Silver City, New Mexico Daniel Mitchell
Shavetails and Bell Sharps: The History of the U.S. Army Mule. By Emmett M. Essin.
(Lincoln: University of Nebraska Press, 1997. Pp. xvii+245. Illustrations,
acknowledgments, introduction, notes, bibliographical essay, index. ISBN o-
8032-1819-2. $37.50, cloth).
The army mule has always been much less glamorous than the cavalryman's
horse, but the pack mule was much more important, even after being chal-
lenged by nineteenth- and twentieth-century mechanical innovations. The mule
has played an honorable and significant role in the military history of the United
States, and Essin's study is an essential contribution to understanding the logis-
tics of the U.S. Army in its wars against native Americans, as well as in other, larg-
er conflicts that preceded the army's mechanization.

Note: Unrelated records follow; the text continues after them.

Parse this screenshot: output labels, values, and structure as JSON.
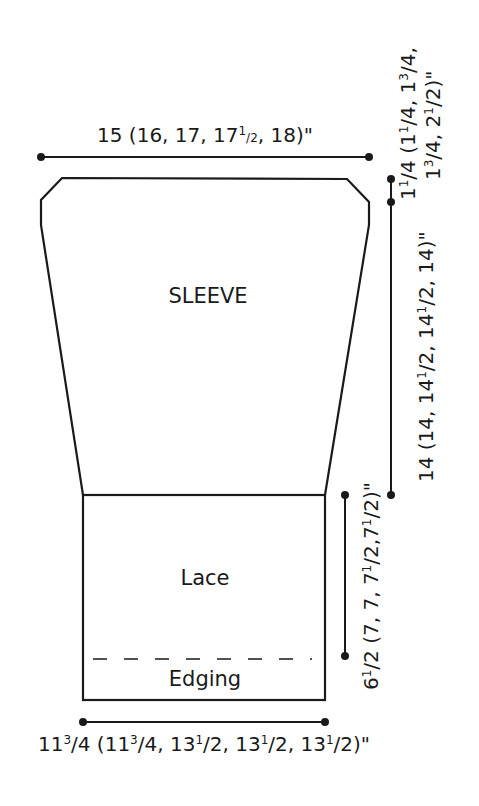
{
  "diagram": {
    "type": "knitting-schematic",
    "colors": {
      "ink": "#1a1a1a",
      "background": "#ffffff"
    },
    "parts": {
      "sleeve_label": "SLEEVE",
      "lace_label": "Lace",
      "edging_label": "Edging"
    },
    "measurements": {
      "top_width": {
        "a": "15 (16, 17, 17",
        "sup": "1",
        "b": "/",
        "sub": "2",
        "c": ", 18)\""
      },
      "cap_depth": {
        "line1_a": "1",
        "line1_s1": "1",
        "line1_b": "/4 (1",
        "line1_s2": "1",
        "line1_c": "/4, 1",
        "line1_s3": "3",
        "line1_d": "/4,",
        "line2_a": "1",
        "line2_s1": "3",
        "line2_b": "/4, 2",
        "line2_s2": "1",
        "line2_c": "/2)\""
      },
      "sleeve_length": {
        "a": "14 (14, 14",
        "s1": "1",
        "b": "/2, 14",
        "s2": "1",
        "c": "/2, 14)\""
      },
      "lace_length": {
        "a": "6",
        "s1": "1",
        "b": "/2 (7, 7, 7",
        "s2": "1",
        "c": "/2,7",
        "s3": "1",
        "d": "/2)\""
      },
      "bottom_width": {
        "a": "11",
        "s1": "3",
        "b": "/4 (11",
        "s2": "3",
        "c": "/4, 13",
        "s3": "1",
        "d": "/2, 13",
        "s4": "1",
        "e": "/2, 13",
        "s5": "1",
        "f": "/2)\""
      }
    }
  }
}
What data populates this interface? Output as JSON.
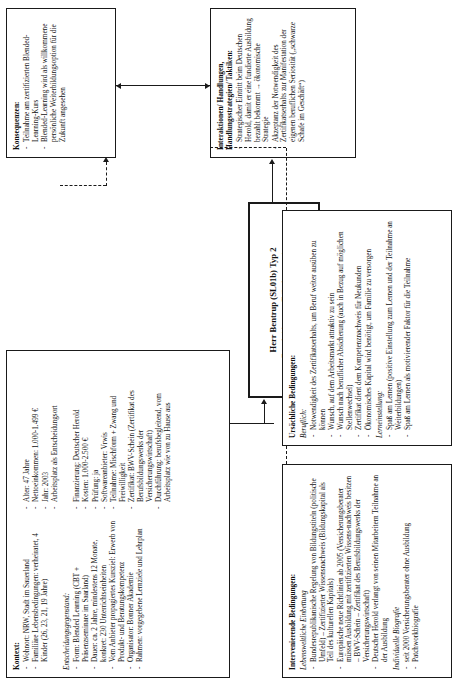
{
  "diagram": {
    "type": "coding-paradigm-model",
    "language": "de"
  },
  "kontext": {
    "header": "Kontext:",
    "items": [
      "Wohnort: NRW, Stadt im Sauerland",
      "Familiäre Lebensbedingungen: verheiratet, 4 Kinder (26, 23, 21, 19 Jahre)",
      "Arbeitsplatz als Entscheidungsort"
    ],
    "person": [
      "Alter: 47 Jahre",
      "Nettoeinkommen: 1.000-1.499 €",
      "Jahr: 2003",
      "Arbeitsplatz als Entscheidungsort"
    ],
    "subhead": "Entscheidungsgegenstand:",
    "gegenstand_left": [
      "Form: Blended Learning (CBT + Präsenzseminare im Saarland)",
      "Dauer: ca. 2 Jahre, mindestens 12 Monate, konkret: 230 Unterrichtseinheiten",
      "Vom Anbieter propagiertes Kursziel: Erwerb von Produkt- und Beratungskompetenz",
      "Organisator: Bonner Akademie",
      "Rahmen: vorgegebene Lernziele und Lehrplan"
    ],
    "gegenstand_right": [
      "Finanzierung: Deutscher Herold",
      "Kosten: 1.000-2.500 €",
      "Prüfung: ja",
      "Softwareanbieter: Vrwis",
      "Teilnahme: Mischform + Zwang und Freiwilligkeit",
      "Zertifikat: BWV-Schein (Zertifikat des Berufsbildungswerks der Versicherungswirtschaft)",
      "Durchführung: berufsbegleitend, vom Arbeitsplatz wie von zu Hause aus"
    ]
  },
  "intervenierende": {
    "header": "Intervenierende Bedingungen:",
    "sub1": "Lebensweltliche Einbettung",
    "items1": [
      "Bundesrepublikanische Regelung von Bildungstiteln (politische Umfeld) – Zertifizierter Wissensnachweis (Bildungskapital als Teil des kulturellen Kapitals)",
      "Europäische neue Richtlinien ab 2005 (Versicherungsberater müssen Ausbildung mit zertifizierten Wissens-nachweis besitzen – BWV-Schein – Zertifikat des Berufsbildungswerks der Versicherungswirtschaft)",
      "Deutscher Herold verlangt von seinen Mitarbeitern Teilnahme an der Ausbildung"
    ],
    "sub2": "Individuelle Biografie",
    "items2": [
      "seit 2000 Versicherungsberater ohne Ausbildung",
      "Patchworkbiografie"
    ]
  },
  "ursaechliche": {
    "header": "Ursächliche Bedingungen:",
    "sub1": "Beruflich:",
    "items1": [
      "Notwendigkeit des Zertifikatserhalts, um Beruf weiter ausüben zu können",
      "Wunsch, auf dem Arbeitsmarkt attraktiv zu sein",
      "Wunsch nach beruflicher Absicherung (auch in Bezug auf möglichen Stellenwechsel)",
      "Zertifikat dient dem Kompetenznachweis für Neukunden",
      "Ökonomisches Kapital wird benötigt, um Familie zu versorgen"
    ],
    "sub2": "Lerneinstellung:",
    "items2": [
      "Spaß am Lernen (positive Einstellung zum Lernen und der Teilnahme an Weiterbildungen)",
      "Spaß am Lernen als motivierender Faktor für die Teilnahme"
    ]
  },
  "center": {
    "title": "Herr Bentrup (SL01b) Typ 2",
    "subtitle": "Entscheidung zur Teilnahme an einer Weiterbildungsmaßnahme (Versicherungsfachmann)"
  },
  "interaktionen": {
    "header": "Interaktionen/ Handlungen, Handlungsstrategien/ Taktiken:",
    "items": [
      "Strategischer Eintritt beim Deutschen Herold, damit er eine fundierte Ausbildung bezahlt bekommt → ökonomische Strategie",
      "Akzeptanz der Notwendigkeit des Zertifikatserhalts zur Manifestation der eigenen beruflichen Seriosität („schwarze Schafe im Geschäft“)"
    ]
  },
  "konsequenzen": {
    "header": "Konsequenzen:",
    "items": [
      "Teilnahme am zertifizierten Blended-Learning-Kurs",
      "Blended-Learning wird als willkommene persönliche Weiterbildungsoption für die Zukunft angesehen"
    ]
  },
  "colors": {
    "line": "#1a1a1a",
    "background": "#ffffff"
  }
}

Beginning in Florida during the Second Seminole War, a seven-year conflict
that required ten thousand regulars and thirty thousand volunteers to subdue
not more than a thousand male Seminole Indians, the U.S. military learned
many valuable lessons on how to supply troops in the field. The workhorse in
that supply equation was found to be not a horse at all, but the lowly mule.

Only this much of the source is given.